In 1954, Ellul warned in the original French edition of The Technological Society that, “Technique now constitutes a fabric of its own, replacing nature. Technique is the complex and complete milieu in which human beings must live, and in relation to which they must define themselves. It is a universal mediator, producing a generalized mediation, totalizing and aspiring to totality. The concrete example of this is the city. The city is the place where technique excludes all forms of natural reality.
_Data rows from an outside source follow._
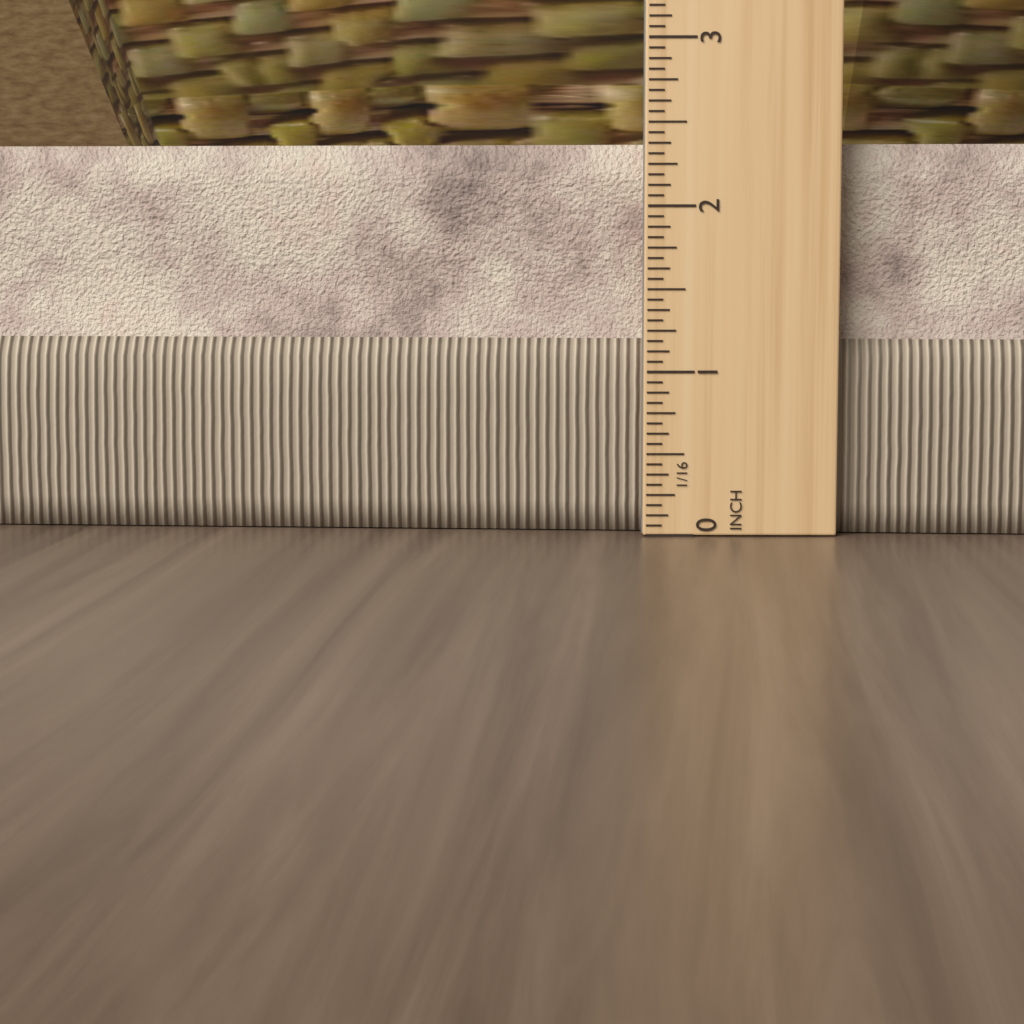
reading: 2.3750 in
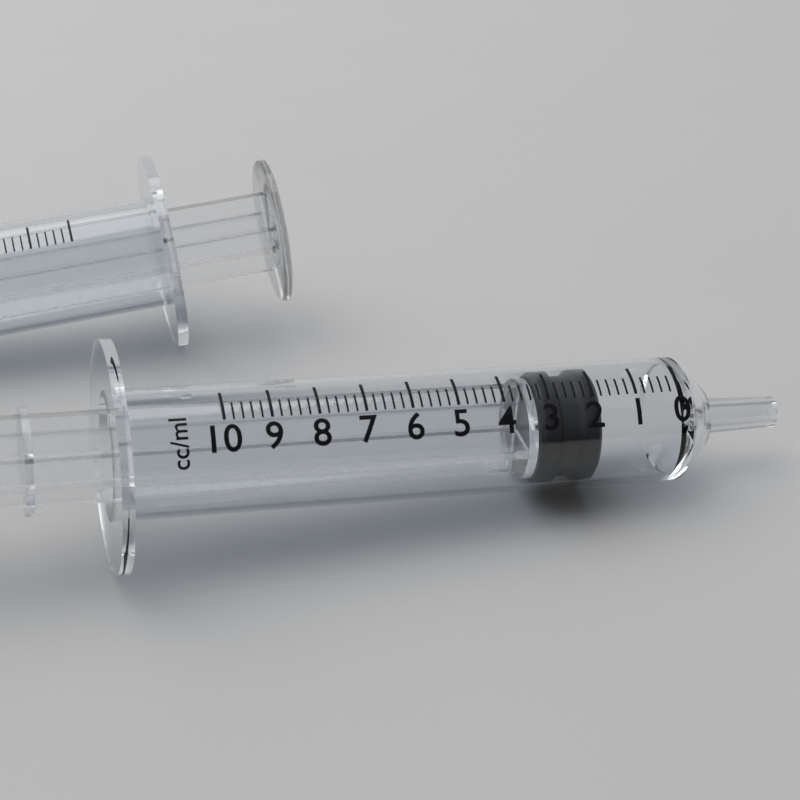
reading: 1.8 ml
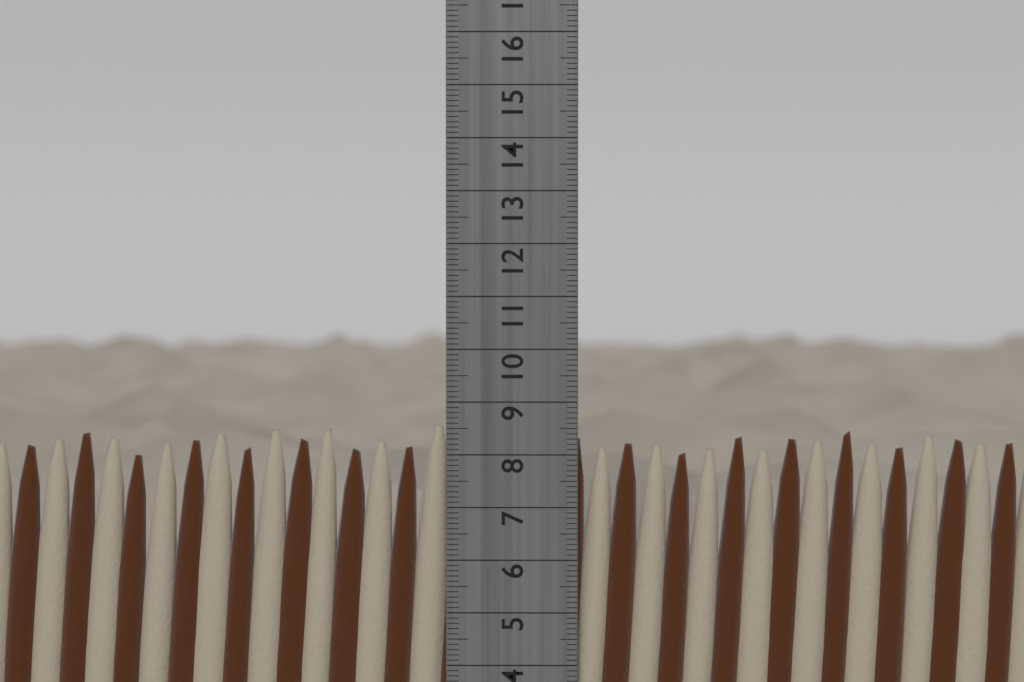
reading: 8.6 cm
Apart from the city, the only choices left are either the urbanization of rural areas, or “desertification” (nature then being submitted to a technical exploitation controlled by a very small number of people)... This technical milieu involves, on the human side, a complete re-examination of ancient modes of behaviour, or physiological capacities.”
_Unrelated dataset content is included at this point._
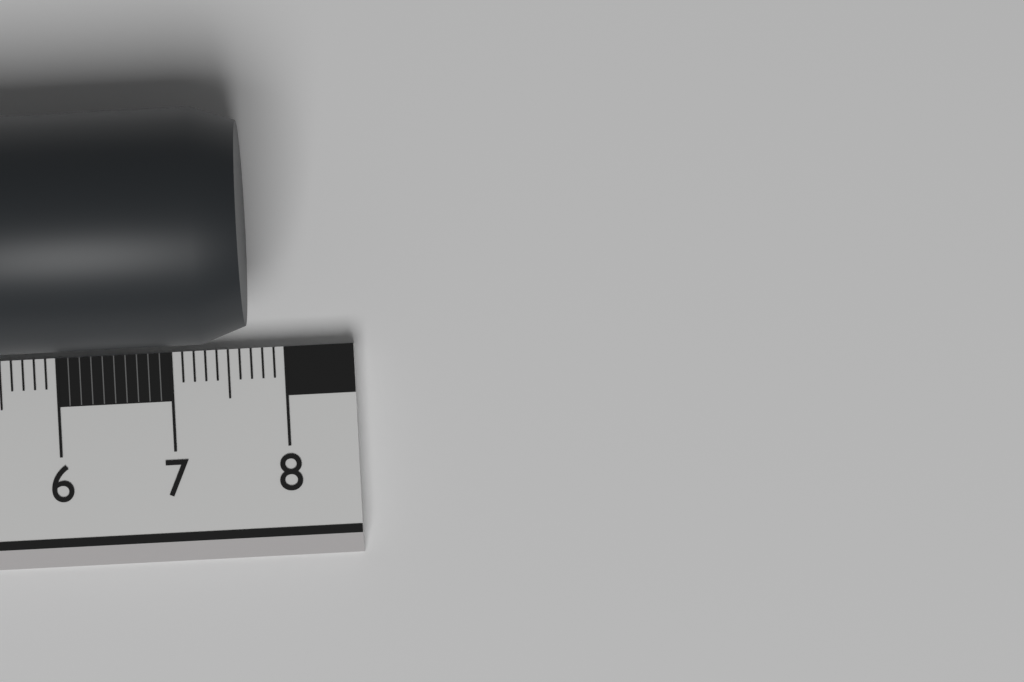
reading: 7.7 cm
Ellul defined the characteristics of technical progress as “self-augmentation, automation absence of limits, casual progression, a tendency toward acceleration, disparity, and ambivalence.”
Ellul also warned that technological progress created an illusion of setting people free from natural function and constraints. But in real terms, technology narrowed choices and created an increasingly autocratic world that was as constraining as a space ship for an astronaut.
“Technique enslaves people, while proffering them the mere illusion of freedom, all the while tyrannically conforming them to the demands of the technological society with its complex of artificial operational objectives,” wrote Ellul.
In related research, two prominent Russian physicists, Victor Gorshkov and Anastassia Makarieva, have argued that a great precipice exists between the information-processing capacities of the biosphere compared to that of the so-called technosphere.
The rainforest in Papua New Guinea, for example, can process information at rates more than a million times faster than the fastest Chinese super computer, Tianhe-2, notes Gorshkov and Makarieva.
Replicating natural processes and information flows with technology is impossible, warned the physicists.
“If the entire Earth’s surface had been covered with such supercomputers (like the Tianhe-2) their total flux of information processing would be... 2 million times less than in the biosphere. Meanwhile the energy consumption rate of such a global computer network would have been 500 times larger than the flux of solar energy at the surface, and a hundred thousand times larger than the energy consumption of the biosphere and one million times larger than the energy consumption of modern civilization.”
Natural ecosystems regulate the global and regional environment and climate, the physicists wrote, “which is a self-sustainable, ultra- complex and highly energy-consuming planetary process that cannot in principle be replicated by technology.”